Feature idea: update_or_create to allow different defaults for create and update operations.

Hi folks,

I’ve run into a use-case in which it’d be helpful to have the ability to specify a different set of defaults for the update operation compared to the create operation. While I don’t expect my particular use case to translate, here’s a more generic one.

Given the following Record model:

class Record(models.Model):
    some_id = models.CharField(unique=True)
    created_by = models.ForeignKey(User, ...)
    modified_by = models.ForeignKey(User, null=True, blank=True, ...)

When a record is created, we would want to set created_by, but if it’s being updated, we’d want to set modified_by. This use case can’t be solved by using update_or_create, unless it allows for us to specify a different set of default values.

Record.objects.update_or_create(
    some_id=some_value,
    defaults={"modified_by": user},
    create_defaults={"created_by": user},
)

The last I checked, the code change for this is minimal and I should be able to manage it. However, I’m not sure if we want to extend this function in this manner, hence the topic.

What do folks think?

11 Likes

I use a similar pattern all the time and would take advantage of this change for sure.

For backwards compatibility I’m guessing the update fields would be a new argument and the existing defaults would behave as-is unless the new argument is present?

2 Likes

This is a feature I would absolutely use.

1 Like

Yes, that’s what I was thinking. defaults would work for both cases giving backwards compatibility, then if create_defaults is specified as a value other than None, then defaults is only for the update case.

+1 from me. This would be super useful.

1 Like

+1 a useful feature for sure, and still possible within a single SQL query.

Adding an extra kwarg is technically backwards incompatible, since a model could have a field called “create_defaults”. We could perhaps use a helper obj per field:

Record.objects.update_or_create(
    …,
    defaults={
        "modified_by": Var(create=None, update=user),
    },
)

An alternative would be changing defaults to optionally take an obj that contains separate create and update dicts.

I was under the impression that update_or_create was a combination of 1-4+ SQL queries. Could you explain what you meant a little more for me?

Thank you for raising the create_defaults incompatibility! I think I personally would prefer this route rather than an object per field. I suspect I’d be more likely to dynamically manage all of the fields for a create operation than dynamically manage the operations for a specific field.

1 Like

Briefly, update_or_create calls get_or_create (1) to create a new instance, and captures an IntegrityError if that row already exists. If the row exists, the defaults is used to update the identified attributes and save (2). If the row didn’t previously exist, the create has created the row.

So it’s 1 or 2 SQL statements, depending.

1 Like

+1

This is one of my top Django annoyances, so I’d love to see it addressed. I write tons of data importers and never use create() because data importers need to work with existing data. So both get_or_create and update_or_create are all I use.

That said, almost every time I use update_or_create, I need to use the return tuple to write a follow-up save() or update() based on whether or not the record was created. This would be a significant performance gain for these projects.

since a model could have a field called “create_defaults”.

This doesn’t feel like a common use case to me. I did a GitHub code search and found zero public projects that do this. https://cs.github.com/?scopeName=All+repos&scope=&q=path%3Amodels.py+create_defaults

I would argue this isn’t a huge risk. :person_shrugging:

1 Like

It’s possible to conditionally update or insert in a single SQL statement, with different behaviour per branch, with MERGE: PostgreSQL: Documentation: 15: MERGE or alternative per-DB syntax. I guess this could be an optimisation for update_or_create, compared to its current implantation.

1 Like

Alright, I had to double check, but it looks like 2 queries at a minimum with 4 SQL queries in the worst possible case:

  1. Get - fails because it doesn’t exist
  2. Create - integrity error due to conflict from a competing query creating one after Get #1 failed.
  3. Get #2 - succeeds
  4. Save to update with changes

It sounds like what @adamchainz is mentioning is merge or something like upsert. I don’t think Django supports that yet, but what I wanted to clarify. I suppose I should have asked that directly.

Edit:
It is interesting that last save operation occurs regardless if defaults empty or not. It seems like that’s an easy situation for us to avoid an unnecessary operation.

1 Like

Just adding on that this is almost always my use case as well. Importing data and then having to follow up with a save call for existing objects.

One project deals with about 30k csv rows each day doing this pattern.

1 Like

+1, It should be very useful

+1 I run into the case of needing to do an update after creating on a regular basis. Would definitely be a good addition from my point of view!

make a separate ticket?

3 Likes

Dropping in to say this was added in Django 5.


### Prompt
If a line in the data below contains "Select", copy it.

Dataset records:
::::

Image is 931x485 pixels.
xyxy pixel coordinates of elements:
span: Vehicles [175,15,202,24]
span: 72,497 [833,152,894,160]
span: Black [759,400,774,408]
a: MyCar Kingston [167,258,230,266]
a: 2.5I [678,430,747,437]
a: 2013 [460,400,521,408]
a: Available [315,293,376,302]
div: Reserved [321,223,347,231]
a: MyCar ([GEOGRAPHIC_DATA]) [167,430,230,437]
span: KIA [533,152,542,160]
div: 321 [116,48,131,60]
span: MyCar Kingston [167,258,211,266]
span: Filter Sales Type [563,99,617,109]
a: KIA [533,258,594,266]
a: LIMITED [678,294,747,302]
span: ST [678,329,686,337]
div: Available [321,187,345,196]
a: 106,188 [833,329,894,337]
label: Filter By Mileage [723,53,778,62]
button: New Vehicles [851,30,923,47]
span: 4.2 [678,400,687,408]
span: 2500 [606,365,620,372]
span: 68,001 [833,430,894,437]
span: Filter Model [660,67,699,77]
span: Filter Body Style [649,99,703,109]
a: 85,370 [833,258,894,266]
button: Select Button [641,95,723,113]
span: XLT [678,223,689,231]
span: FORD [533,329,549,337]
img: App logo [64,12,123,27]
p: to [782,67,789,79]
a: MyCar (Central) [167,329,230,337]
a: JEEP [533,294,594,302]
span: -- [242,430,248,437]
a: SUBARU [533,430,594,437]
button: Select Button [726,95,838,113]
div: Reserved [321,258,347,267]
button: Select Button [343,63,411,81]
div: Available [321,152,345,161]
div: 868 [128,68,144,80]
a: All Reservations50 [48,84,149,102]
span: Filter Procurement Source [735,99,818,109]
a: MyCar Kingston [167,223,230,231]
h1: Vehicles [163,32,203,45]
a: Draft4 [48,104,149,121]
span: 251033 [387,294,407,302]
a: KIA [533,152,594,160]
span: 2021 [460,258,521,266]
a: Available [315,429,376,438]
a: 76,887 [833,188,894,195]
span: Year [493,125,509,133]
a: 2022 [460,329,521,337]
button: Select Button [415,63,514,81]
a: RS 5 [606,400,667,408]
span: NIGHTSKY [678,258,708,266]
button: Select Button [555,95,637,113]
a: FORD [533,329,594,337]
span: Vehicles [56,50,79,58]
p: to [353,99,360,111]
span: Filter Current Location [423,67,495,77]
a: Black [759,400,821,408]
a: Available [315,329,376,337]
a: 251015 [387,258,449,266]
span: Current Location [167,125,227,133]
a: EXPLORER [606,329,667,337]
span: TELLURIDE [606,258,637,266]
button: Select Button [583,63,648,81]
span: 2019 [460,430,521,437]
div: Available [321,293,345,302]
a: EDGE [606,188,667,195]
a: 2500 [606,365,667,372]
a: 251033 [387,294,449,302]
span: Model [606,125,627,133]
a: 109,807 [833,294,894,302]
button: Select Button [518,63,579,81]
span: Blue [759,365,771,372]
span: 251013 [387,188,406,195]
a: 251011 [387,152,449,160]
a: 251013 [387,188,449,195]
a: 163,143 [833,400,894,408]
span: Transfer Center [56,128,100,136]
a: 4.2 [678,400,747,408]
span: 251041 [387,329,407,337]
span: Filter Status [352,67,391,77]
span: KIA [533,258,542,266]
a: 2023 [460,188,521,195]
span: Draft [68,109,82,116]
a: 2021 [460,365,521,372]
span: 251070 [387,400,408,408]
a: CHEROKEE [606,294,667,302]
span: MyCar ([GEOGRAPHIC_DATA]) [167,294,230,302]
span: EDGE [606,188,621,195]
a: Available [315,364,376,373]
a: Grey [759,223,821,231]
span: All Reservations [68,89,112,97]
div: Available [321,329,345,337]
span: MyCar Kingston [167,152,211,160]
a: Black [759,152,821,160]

::::

### Exercise solution
button: Select Button [641,95,723,113]
button: Select Button [726,95,838,113]
button: Select Button [343,63,411,81]
button: Select Button [415,63,514,81]
button: Select Button [555,95,637,113]
button: Select Button [583,63,648,81]
button: Select Button [518,63,579,81]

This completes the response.